The Federal Police must deploy between 13,000 and 14,000 officers to ensure the comprehensive border controls and associated blanket rejections of asylum seekers ordered by Federal Interior Minister Alexander Dobrindt (CSU) one year ago. This information comes from the Federal Ministry of the Interior's response to an inquiry by the Greens parliamentary group, obtained by the newspapers of the Redaktionsnetzwerk Deutschland (RND, Wednesday editions).
"The intensification of temporarily reintroduced internal border controls since May 7-8, 2025, was also associated with a further increased deployment of Federal Police forces, totaling 13,000 to 14,000 operational personnel," the ministry stated in its response.

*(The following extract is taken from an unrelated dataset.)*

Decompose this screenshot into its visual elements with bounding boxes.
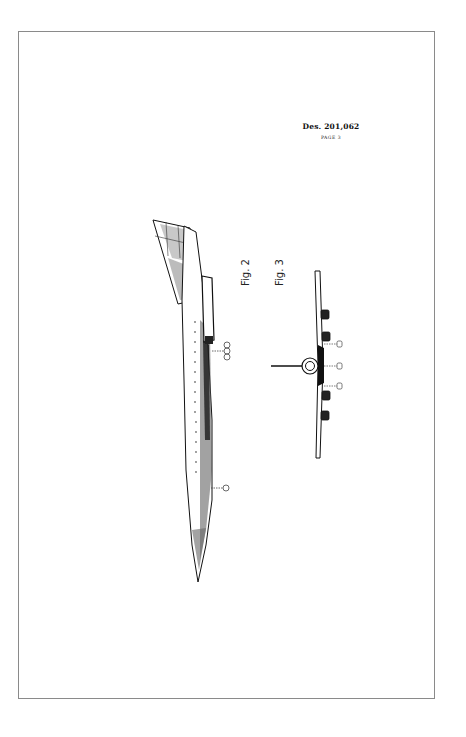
front-view-landing-gear bbox=[324, 341, 342, 389]
figure-3-drawing bbox=[0, 0, 466, 737]
fuselage-front bbox=[302, 358, 318, 374]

Andreas Roßkopf, chairman of the Police Union for the Federal Police, criticized this deployment. "We are missing 5,000 to 6,000 Federal Police officers at railway stations," he told RND newspapers. "These are crime hotspots where we are increasingly deployed and need more personnel."
It would make sense to draw on Federal Readiness Police forces for these tasks. "But these are still deployed on border duty, involving 800 to 1,000 officers weekly," Roßkopf said. With more technology, border controls could become faster and more flexible, requiring less personnel there. "Unfortunately, hardly anything has happened in this direction."

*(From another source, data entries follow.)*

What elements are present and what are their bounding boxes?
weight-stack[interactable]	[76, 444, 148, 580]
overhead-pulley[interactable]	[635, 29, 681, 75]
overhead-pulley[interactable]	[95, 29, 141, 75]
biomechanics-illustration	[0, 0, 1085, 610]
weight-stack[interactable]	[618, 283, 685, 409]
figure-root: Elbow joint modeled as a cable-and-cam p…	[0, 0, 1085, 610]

Marcel Emmerich, interior policy spokesman for the Greens parliamentary group, also voiced criticism. "The border blockades burden cross-border traffic, harm the economy, and violate law and order daily," he told RND newspapers. "

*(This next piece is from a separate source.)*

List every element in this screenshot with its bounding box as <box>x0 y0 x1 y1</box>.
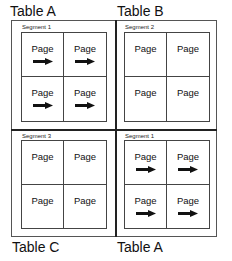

In the midst of an economic crisis, they put freight companies under massive pressure and bring goods traffic to a standstill." Dobrindt sells this as "Law and Order, but conceals that police forces are missing at railway stations, airports, and in combating serious crime." This creates less security.
Referring to several court decisions declaring the blanket rejection of asylum seekers unlawful, Emmerich continued: "The question arises how much arbitrariness and disregard for judicial decisions this minister wants to show without changing his course." The Greens have introduced a motion in the Bundestag aimed at stopping the practice.